Monday, August 11, 2025

Why LLMs Suck at Lisp

In my experiments with vibe coding, I found that LLMs (Large Language Models) struggle with Lisp code. I think I know why.

Consider some library that exposes some resources to the programmer. It has an AllocFoo function that allocates a Foo object, and a FreeFoo function that frees it. The library his bindings in several languages, so maybe there is a Python binding, a C binding, etc. In these languages, you'll find that functions that call AllocFoo often call FreeFoo within the same function. There are a lot of libraries that do this, and it is a common pattern.

Documents, such as source code files, can be thougth of as “points” in a very high dimensional space. Source code files in a particular language will be somewhat near each other in a region of this space. But within the region of space that contains source code in some language, there will be sub-regions that exhibit particular patterns. There will be a sub-region that contains Alloc/Free pairs. This sub-region will be displaced from the center of the region for the language. But here's the important part: in each language, independent of the particulars of the language, the subregion that contains Alloc/Free pairs will be displaced in roughly the same direction. This is how the LLM can learn to recognize the pattern of usage across different languages.

When we encounter a new document, we know that if it is going to contain an Alloc/Free pair, it is going to be displaced in the same direction as other documents that contain such pairs. This allows us to pair up Alloc/Free calls in code we have never seen before in languages we have never seen before.

Now consider Lisp. In Lisp, we have a function that allocates a foo object, and a function that frees it. The LLM would have no problem pairing up alloc-foo and free-foo in Lisp. But Lisp programmers don't do that. They write a with-foo macro that contains an unwind-protect that frees the foo when the code is done. The LLM will observe the alloc/free pair in the source code of the macro — it looks like your typical alloc/free pair — but then you use the macro everywhere instead of the explicit calls to Alloc/Free. The LLM doesn't know this abstraction pattern. People don't write with-foo macros or their equivalents in other languages, so the LLM doesn't have a way to recognize the pattern.

The LLM is good at recognizing patterns, and source code typically contains a lot of patterns, and these patterns don't hugely vary across curly-brace languages. But when a Lisp programmer sees a pattern, he abstracts it and makes it go away with a macro or a higher-order function. People tend not to do that in other languages (largely because either the language cannot express it or it is insanely cumbersome). The LLM has a much harder time with Lisp because the programmers can easily hide the patterns from it.

I found in my experiments that the LLMs would generate Lisp code that would allocate or initialize a resource and then add deallocation and uninitialization code in every branch of the function. It did not seem to know about the with-… macros that would abstract this away.

2 comments:

Anonymous said...

This is also the reason why inexperienced programmers cannot use Lisp effectively.

Big 40wt Svetlyak said...

Some other languages also use with-* abstraction. For example, in Python we mostly use context managers to free resource:

with open('some') as file:
do_processing(file)

Did you try to teach LLM the way you write programs in Lisp? Cursor and many other AI helpers allows you to write rules. And you can write a bunch of lisp rules with correct examples how to use needed macro.

Also, if you give LLM a MCP tool allowing to do EVAL inside the Lisp, then you can teach it to see examples in the documentation of macro automatically.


**What you need to do**.
All of the records below are to be printed exactly; the pictures are to be left out.

[Collected data]
——————

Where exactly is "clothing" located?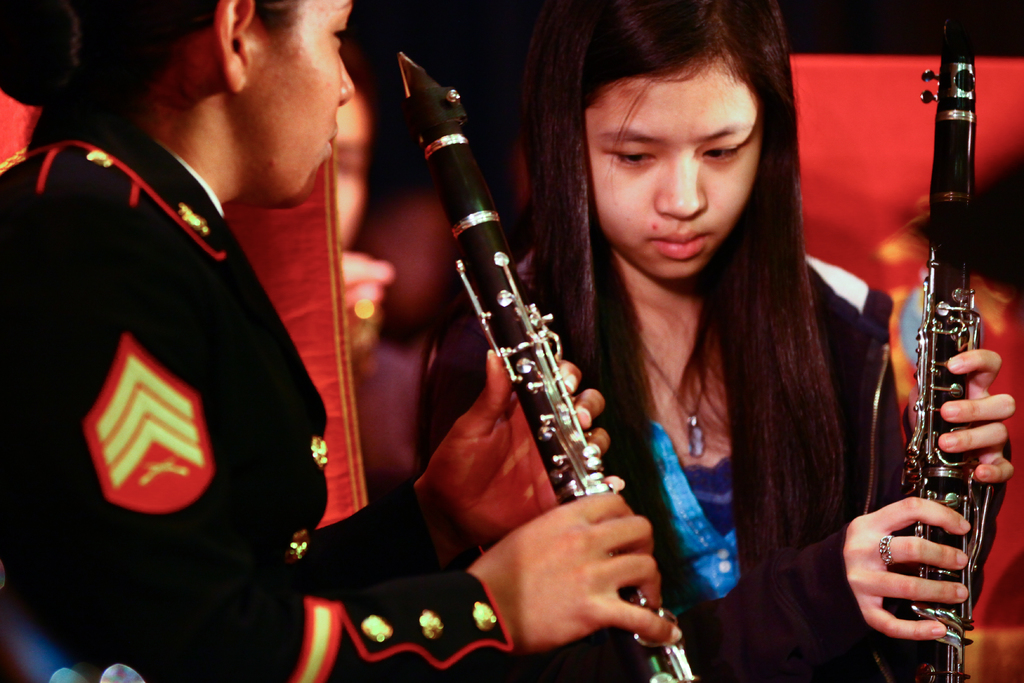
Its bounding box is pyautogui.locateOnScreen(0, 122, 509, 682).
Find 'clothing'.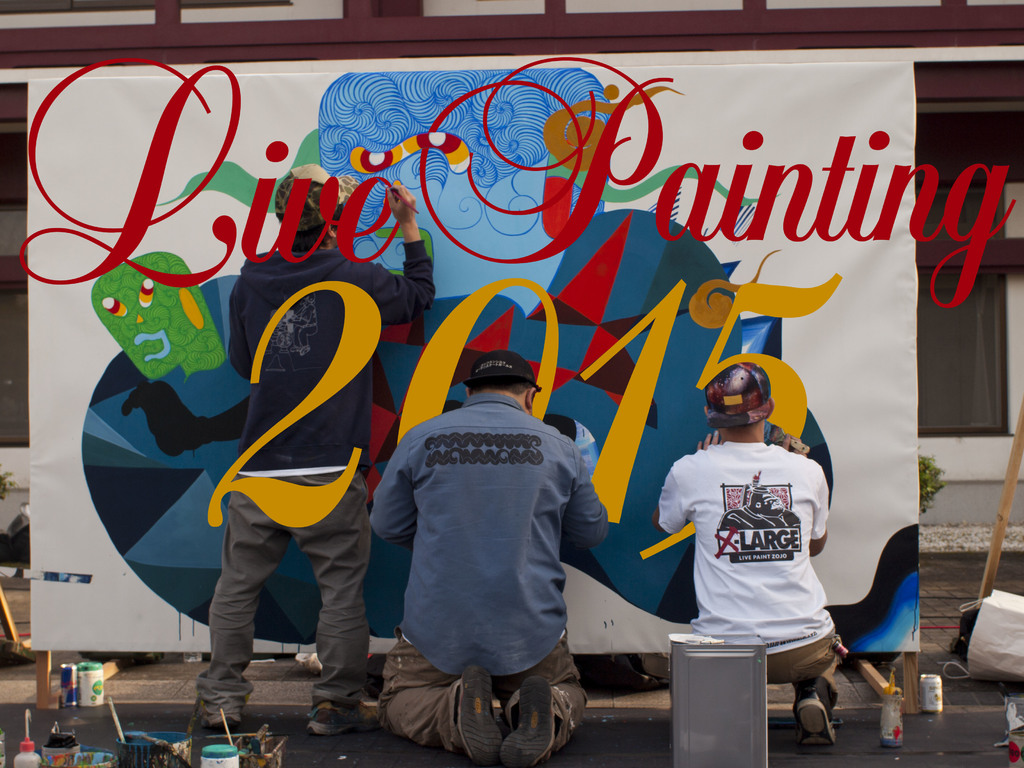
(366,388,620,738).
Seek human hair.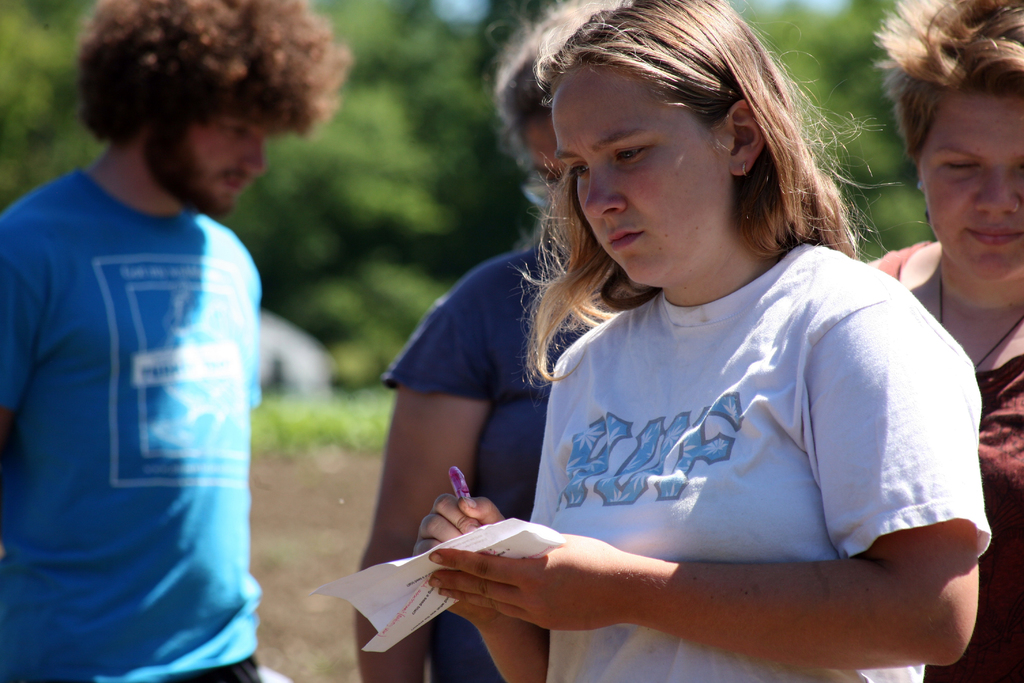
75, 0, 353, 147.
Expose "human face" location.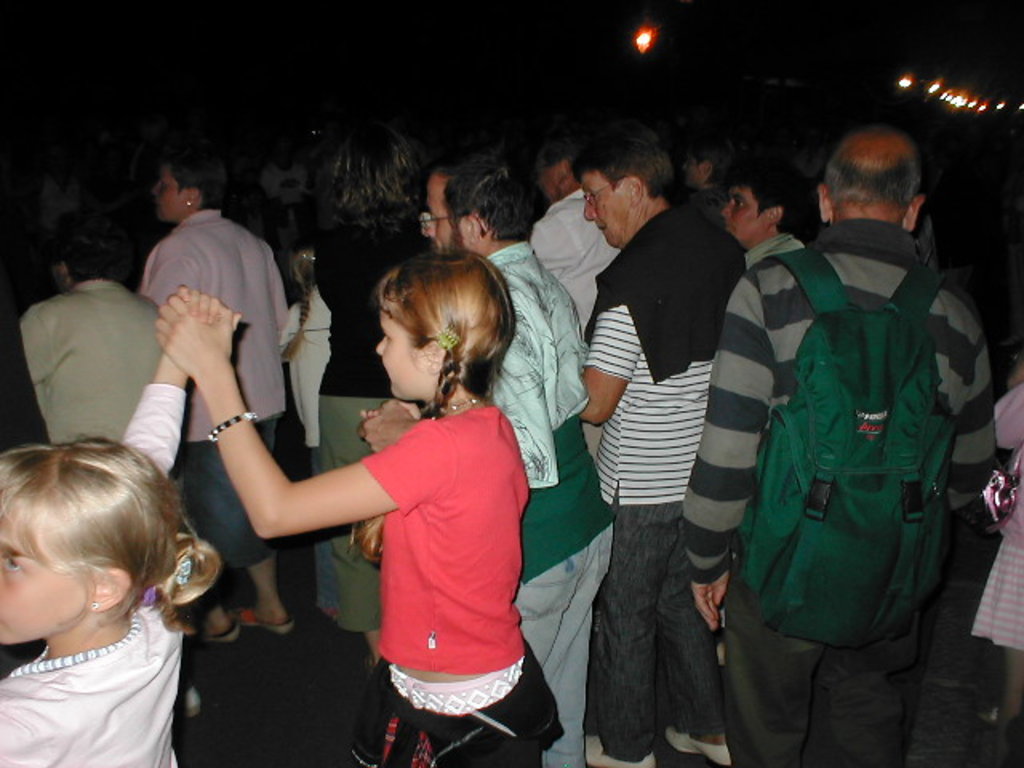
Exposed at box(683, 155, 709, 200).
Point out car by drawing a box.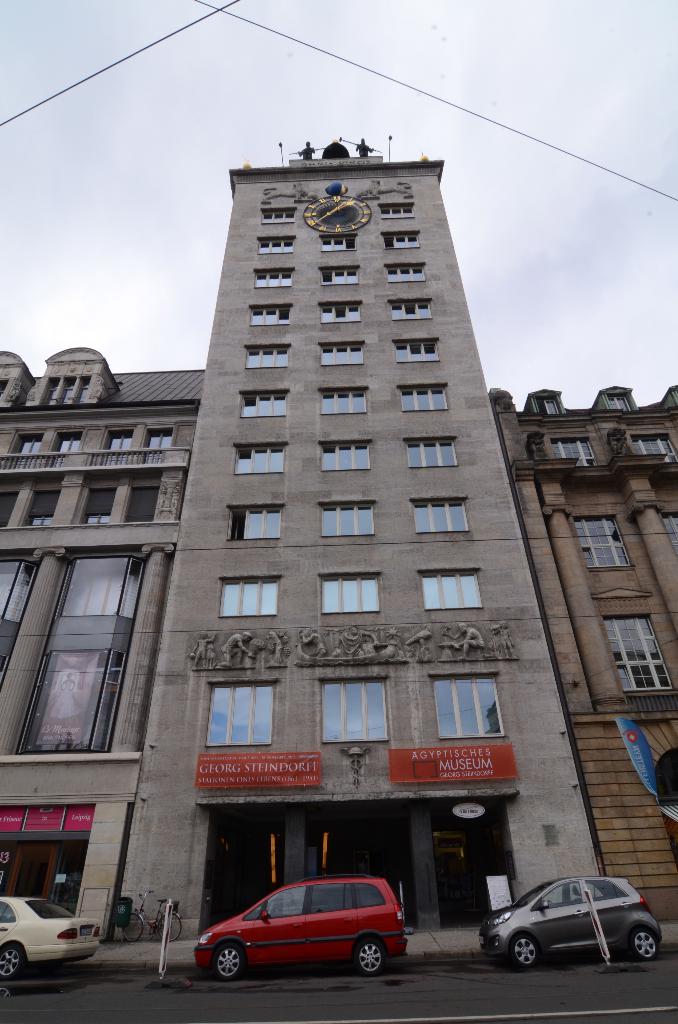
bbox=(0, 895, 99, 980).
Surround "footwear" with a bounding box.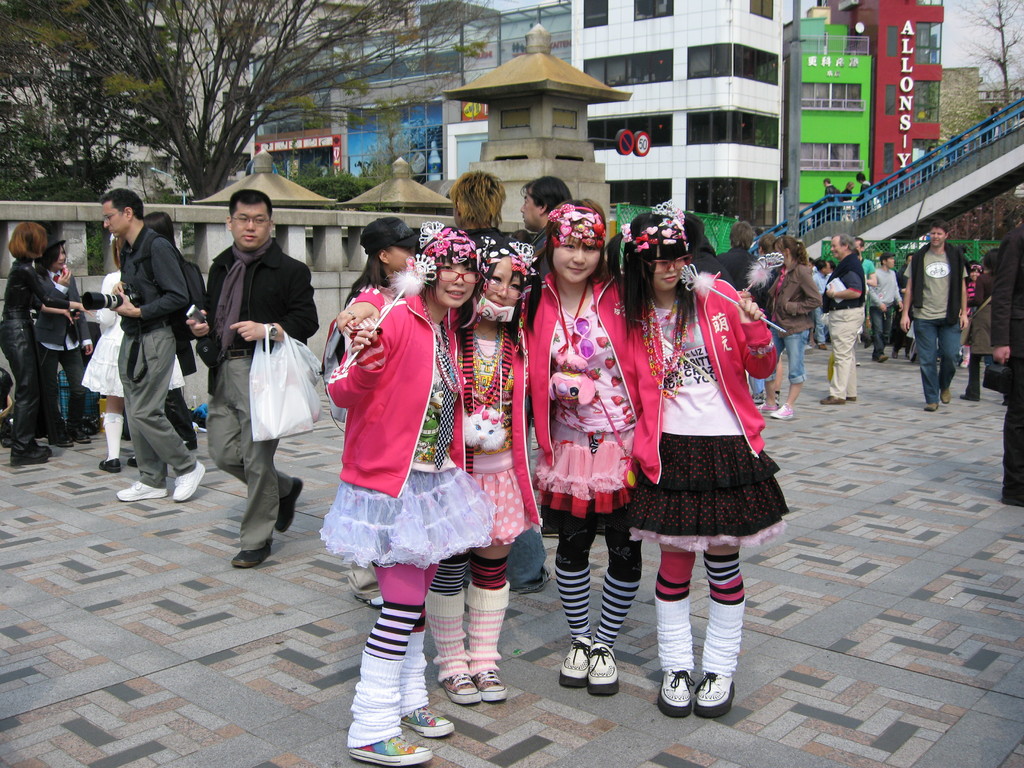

——————

**Solution to this problem**.
Where exactly is "clothing" located?
Its bounding box is pyautogui.locateOnScreen(0, 122, 509, 682).
Find 'clothing'.
(366,388,620,738).
Seek human hair.
75, 0, 353, 147.
Expose "human face" location.
Exposed at box(683, 155, 709, 200).
Point out car by drawing a box.
bbox=(0, 895, 99, 980).
Surround "footwear" with a bounding box.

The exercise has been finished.